Moneybox

Stop “Disrupting” Everything

How a once-useful concept turned into a meaningless buzzword.

Ned Desmond, COO of TechCrunch, and Matt Kaufman, president of CrunchBase, speak onstage at TechCrunch Disrupt NY 2013 at the Manhattan Center on April 30, 2013, in New York City.

Ned Desmond, COO of TechCrunch, and Matt Kaufman, president of CrunchBase, speak onstage at TechCrunch Disrupt NY 2013 at the Manhattan Center on April 30, 2013, in New York City.

Photo by Brian Ach/Getty Images for TechCrunch

Today marks the end of the TechCrunch: Disrupt NY conference. But never fear, if you want to disrupt something else there’s Disrupt SF coming in September and Disrupt Europe in Berlin in October.

That’s a lot of disruption. Enough to lead a person to the conclusion that it’s become an all-purpose technology industry buzzword, drained of meaning. A “synergy” for our time. This is a shame, because while all innovation is great, the idea of disruptive innovation as a distinctive kind of innovation has real value. And while disruptive innovation is generally a good thing, nothing inherent to the idea implies it’s the only good thing or the best thing. Entrepreneurs should not be ashamed to admit that their ideas aren’t particularly disruptive.

As you undoubtedly know, the term “disruptive innovation” comes to us from Harvard Business School professor Clayton Christensen and his excellent 1997 book The Innovator’s Dilemma. Christensen observes that many successful companies spend most of their time working on what he calls “sustaining innovations.” You are IBM, the world’s most successful manufacturer of mainframe computers, and so you pour your energy into building better and better mainframes. You look at your client base—the universe of institutions that need mainframes—and ask yourself how to keep upselling those clients on more and better mainframes. This leaves you vulnerable to a “disruptive” innovation like the personal computer.

What makes disruptive innovations so deadly is they’re not better than your product. They’re worse. Anyone who needed a mainframe at the dawn of the personal computer era would find a PC to be an incredibly lame and underpowered alternative. So you ignore the alternative in favor of meeting the needs of your customers and perfecting your product. But the disruptive product keeps iterating and improving and selling to people who didn’t need mainframe computers but who do have use for a cheap, flexible PC. Soon enough, the PC market has swamped the mainframe market and your firm is on its last legs. You’ve fallen victim to the innovator’s dilemma: Your own success in the mainframe market blinded you to the real trajectory in the industry.
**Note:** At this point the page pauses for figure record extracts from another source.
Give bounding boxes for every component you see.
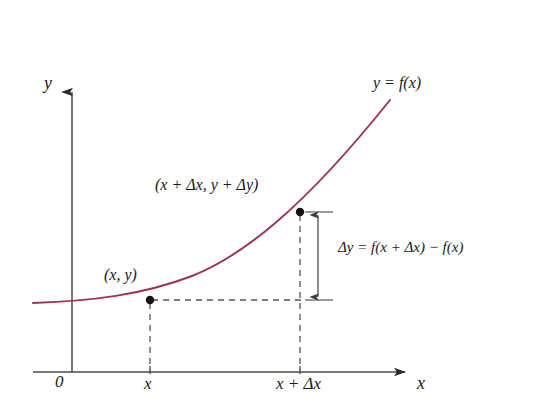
x-tick-label-x-plus-dx: x + Δx <box>276 375 321 392</box>
curve-equation-label: y = f(x) <box>373 75 421 91</box>
function-increment-figure: y x 0 y = f(x) (x, y) (x + Δx, y + Δy) Δ… <box>0 0 539 416</box>
x-axis-label: x <box>417 374 425 392</box>
x-tick-label-x: x <box>144 375 152 392</box>
lower-point-label: (x, y) <box>104 267 137 283</box>
figure-canvas <box>0 0 539 416</box>
upper-point-marker <box>296 208 304 216</box>
origin-label: 0 <box>55 373 64 390</box>
lower-point-marker <box>146 296 154 304</box>
delta-y-expression-label: Δy = f(x + Δx) − f(x) <box>338 240 463 255</box>
function-curve <box>33 100 390 303</box>
upper-point-label: (x + Δx, y + Δy) <box>155 177 258 193</box>
y-axis-label: y <box>44 74 52 92</box>
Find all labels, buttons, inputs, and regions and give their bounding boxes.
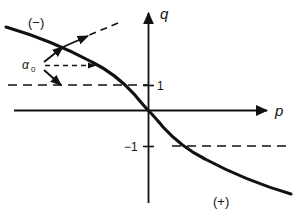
positive-branch-label: (+) [213, 194, 229, 209]
x-axis-label: p [274, 102, 283, 119]
negative-branch-label: (−) [28, 15, 44, 30]
parameter-label-symbol: α [22, 58, 30, 72]
plot-background [0, 0, 304, 218]
y-axis-label: q [160, 5, 169, 22]
figure-container: q p 1 −1 (−) (+) α 0 [0, 0, 304, 218]
tick-label-plus-one: 1 [157, 79, 164, 93]
parameter-label-subscript: 0 [31, 65, 36, 74]
tick-label-minus-one: −1 [124, 140, 138, 154]
pq-plot-svg: q p 1 −1 (−) (+) α 0 [0, 0, 304, 218]
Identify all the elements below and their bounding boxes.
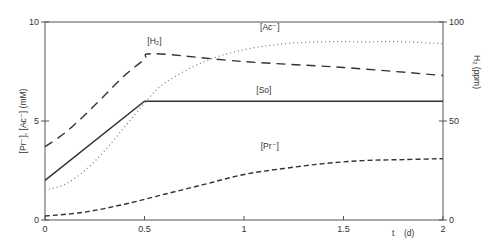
plot-frame	[45, 22, 443, 220]
annotation-label: [Ac⁻]	[260, 22, 280, 32]
y-left-tick-label: 10	[29, 17, 39, 27]
x-tick-label: 1.5	[337, 224, 350, 234]
x-tick-label: 0.5	[138, 224, 151, 234]
annotation-label: [So]	[256, 85, 271, 95]
annotation-label: [H₂]	[147, 36, 161, 46]
x-tick-label: 1	[241, 224, 246, 234]
right-axis-label: H₂ (ppm)	[472, 55, 482, 89]
x-axis-label-unit: (d)	[404, 228, 415, 238]
series-pr	[45, 159, 443, 216]
y-right-tick-label: 100	[449, 17, 464, 27]
y-left-tick-label: 5	[34, 116, 39, 126]
series-so	[45, 101, 443, 180]
y-left-tick-label: 0	[34, 215, 39, 225]
x-tick-label: 0	[42, 224, 47, 234]
annotation-label: [Pr⁻]	[261, 141, 279, 151]
y-right-tick-label: 50	[449, 116, 459, 126]
x-tick-label: 2	[440, 224, 445, 234]
y-right-tick-label: 0	[449, 215, 454, 225]
left-axis-label: [Pr⁻], [Ac⁻] (mM)	[18, 88, 28, 153]
series-ac	[45, 42, 443, 191]
annotations: [H₂][Ac⁻][So][Pr⁻]	[147, 22, 279, 151]
chart: 00.511.520510050100 [H₂][Ac⁻][So][Pr⁻] t…	[0, 0, 488, 246]
series-lines	[45, 42, 443, 216]
x-axis-label-t: t	[392, 228, 395, 238]
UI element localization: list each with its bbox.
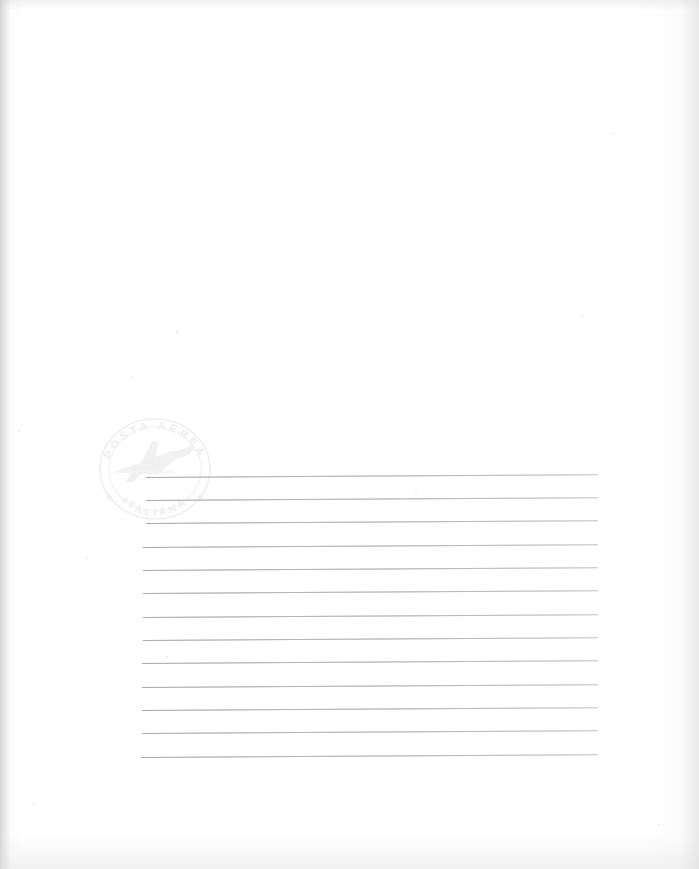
scanned-page: POSTA AEREA ITALIANA ★ ★ bbox=[0, 0, 699, 869]
paper-surface bbox=[0, 0, 699, 869]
This is a great idea with lots of applications. PCs are one example Christensen uses, but it doesn’t just apply to tech: Steel manufacturing is another case study in the book. You start small and cheap and low-service, you get bigger and better and eventually eat the industry. That’s disruption. It happens all the time and it’s a great concept.

But there’s more to innovation and technology than disruption! And lots of companies represented at the Disrupt conference clearly aren’t disrupting anything. I love Match.com—it’s how I met my wife—but nobody would ever have mistaken it for a too-junky-to-be-usable alternative to personal ads. It’s clearly superior, and always was. The same is true, for that matter, of Google. Yahoo built a search engine and Google built a better one. Then Google built a better webmail client. And good for them! Uber is a clever hack of misguided taxi regulations and its software is a huge advance over traditional taxi dispatch methods. But like Gmail, Uber is a pretty straightforward case of entering an existing market with a better product.

Not that there’s anything wrong with that. Christensen’s point about disruption and innovation initially caught on because it’s a smart idea. But it’s become a fad because it sounds cool.

Everyone wants to be a disruptor. But there’s nothing uniquely virtuous about disrupting, either as a way of changing the world or as a way of getting rich. Mobile phones disrupted traditional fixed line telephony (the voice quality is still worse, but nobody cares) and Nokia got rich. Then Apple invented a better, more expensive, more profitable kind of mobile phone and got way richer than Nokia ever was. And good for them! Indeed, for most of life’s tasks, what we really want is just better stuff. Walgreens’ new deluxe stores are great, I keep meaning to try the greatest hoodie ever made, the trend toward higher-quality fast food is wonderful, and “sustaining” innovations like an airplane with higher cabin pressure so you don’t get so tired and dehydrated improve the world just as much as disruptive ones.

There are a few key sectors—think of health care—where it seems like the world really would benefit from the cheaper/simpler paradigm of disruption. These are areas where the problem isn’t that the best stuff available isn’t good enough but that it’s too expensive or complicated for most people to get the best stuff most of the time. Yet the idea of deliberately fostering lower-quality alternatives sounds counterintuitive to people.

The moral of the disruption story is that this is often how progress is made. Some new idea really can’t equal the best the status quo has to offer, but that doesn’t always matter. Turning disruption into an all-purpose tech buzzword obscures its importance while simultaneously distracting innovators from real opportunities.